COSMOS magazine


Share |


News

'Cool Jupiter' widens search for exoplanets

Thursday, 18 March 2010
Agence France-Presse

Single page print view

CoRoT-9b

This artist's impression of exoplanet Corot-9b, circling its star.

Credit: Instituto de Astrofsica de Canarias

PARIS: Astronomers have found a temperate planet the size of Jupiter that whips around its star at close proximity.

The work is a technical exploit in the field of exoplanets, as planets outside our Solar System are called, they said.

"This is the first [exoplanet] whose properties we can study in depth," said Claire Moutou, one of 60 astronomers who took part in the discovery.

Most exoplanets found are 'hot Jupiters'

More than 400 exoplanets have been spotted since the first came to light in 1995.

To the disappointment of those dreaming of a home from home, none has yet proved to be a small, rocky, watery world like our own.

Instead, most are 'hot Jupiters' - huge gassy balls that are so close to their stars that their surfaces can be scorched to a thousand degrees Celsius (1,800 degrees Fahrenheit) or more.

CoRoT-9 in the constellation Serpens

The new find, named CoRoT-9b after the French orbital telescope that originally spotted it in 2008, takes a little over 95 days to orbit its host star, CoRoT-9, located 1,500 light years away in the constellation of Serpens, the Snake.
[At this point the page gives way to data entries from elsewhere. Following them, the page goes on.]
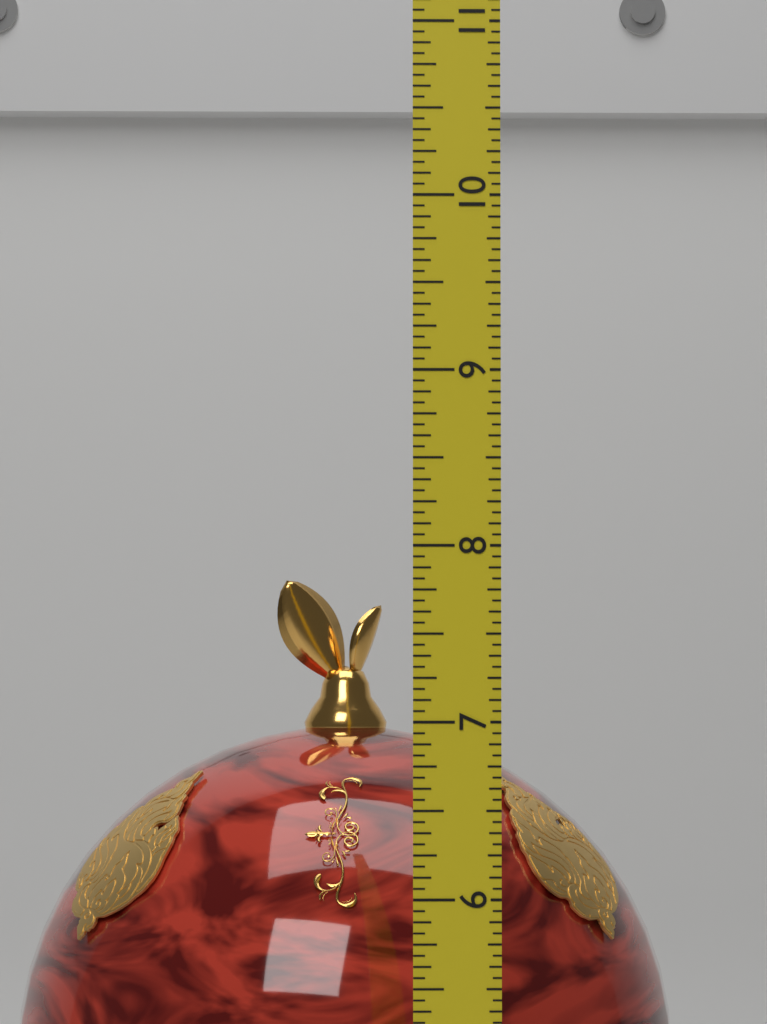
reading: 7.8750 (no unit)
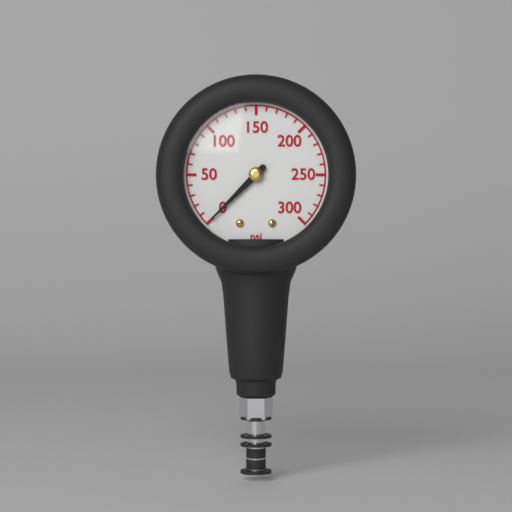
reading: 0 psi
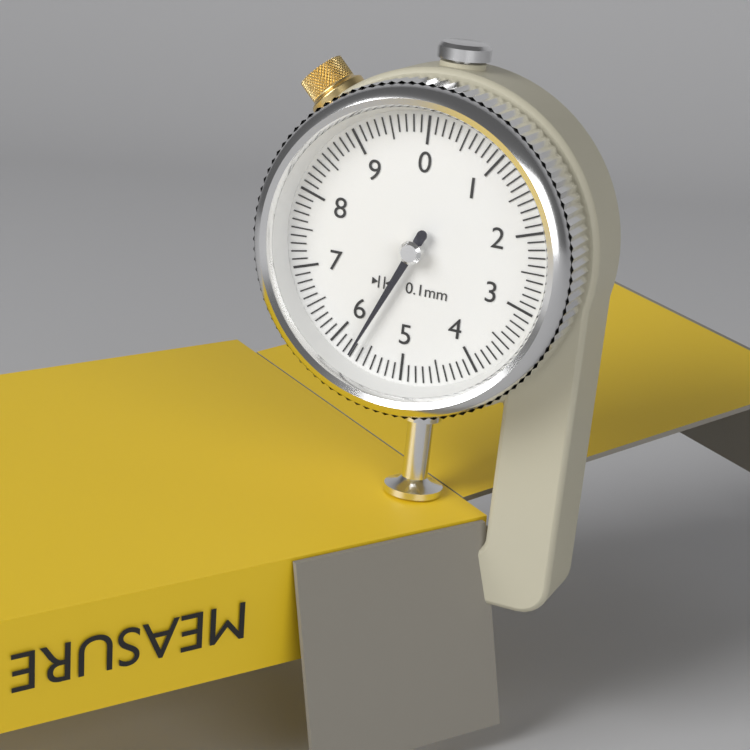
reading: 5.7 mm
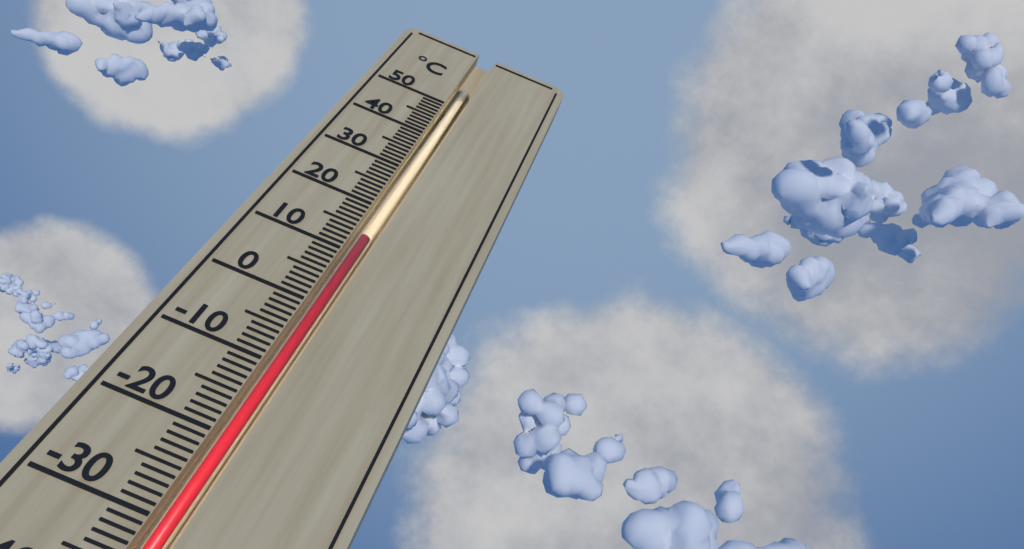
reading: 14 °C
By comparison, the planet Mercury takes 88 days to orbit the Sun.

CoRoT-9b, though, is a gas giant with a mass about 80% that of Jupiter and - compared with other such exoplanets - is relatively temperate.

Temp: between 160 and -20°C

It's surface temperature of between 160 and -20°C, according to the research published by the journal Nature.

The big range in estimates stems mainly from uncertainty about the reflectivity of clouds in the planet's upper atmosphere.

CoRoT-9b is one of only 70 exoplanets that have been captured because they happen to transit directly between the star and the telescope, allowing scientists to study it further.